When taste stimulus reaches the solitary nucleus, it passes the information on to the motor neurones of four cranial nerves (CN’s V, VII, VIX, X) which will generate sucking and chewing, swallowing and peristaltic activity in the upper gastrointestinal tract during swallowing.

The nucleus also receives signals of satiety and can change our sense of taste.

From here information heads to the thalamus and on to the gustatory cortex, the area responsible for perceiving and distinguishing tastes and which is situated within the insula. This area sits really close to the periform cortex, the cortical area for smell. From the gustatory cortex, messages travel to the orbitofrontal cortex where integration of taste and smell takes place.

Information also makes its way to the hypothalamus and amygdala. The hypothalamus has an important role in glucose sensing and metabolic regulation, controlling feeding and hunger, also linking to the insular and reward system. The amygdala enables further processing, including taste intensity and taste aversion memory.

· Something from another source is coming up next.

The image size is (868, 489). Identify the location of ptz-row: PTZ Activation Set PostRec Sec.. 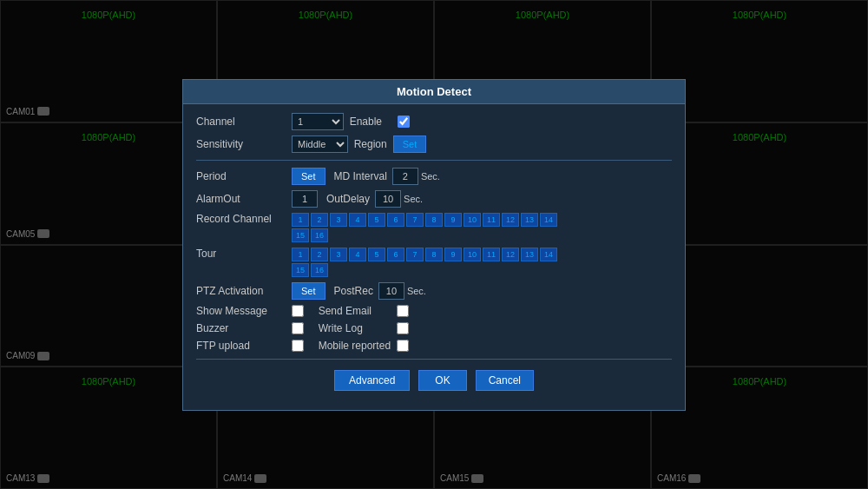
(434, 291).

Currently we think we have 5 basic tastes, but these turn into an array of complex taste perceptions. That is because what we call “taste” is actually a multi-sensory construct. Smell plays an important role in the perception of flavour as does vision, tactile, proprioception and interoception and possibly hearing too! What is certain is that we are not done with identifying all that we taste. Interestingly, like other senses, we have some that are more or less sensitive to certain taste sensations. Interestingly, generally the more hypersensitive you are to a taste, the less you wish to ingest.

A final thought is that the multi-dimensional complexity of taste is reflected in the use of the term in common usage for things that may be hard to define – that jacket exhibits fine taste, that action leaves a bad taste in the mouth, that experience was bittersweet for me, that joke was in poor taste, an acid look, she is sweet as sugar, and of course a taste of summer. So, when you enjoy that ice cream this summer have a think about the tastes, the temperature receptors, the tactile receptors, the visual stimulus that encouraged you to consume and of course enjoy!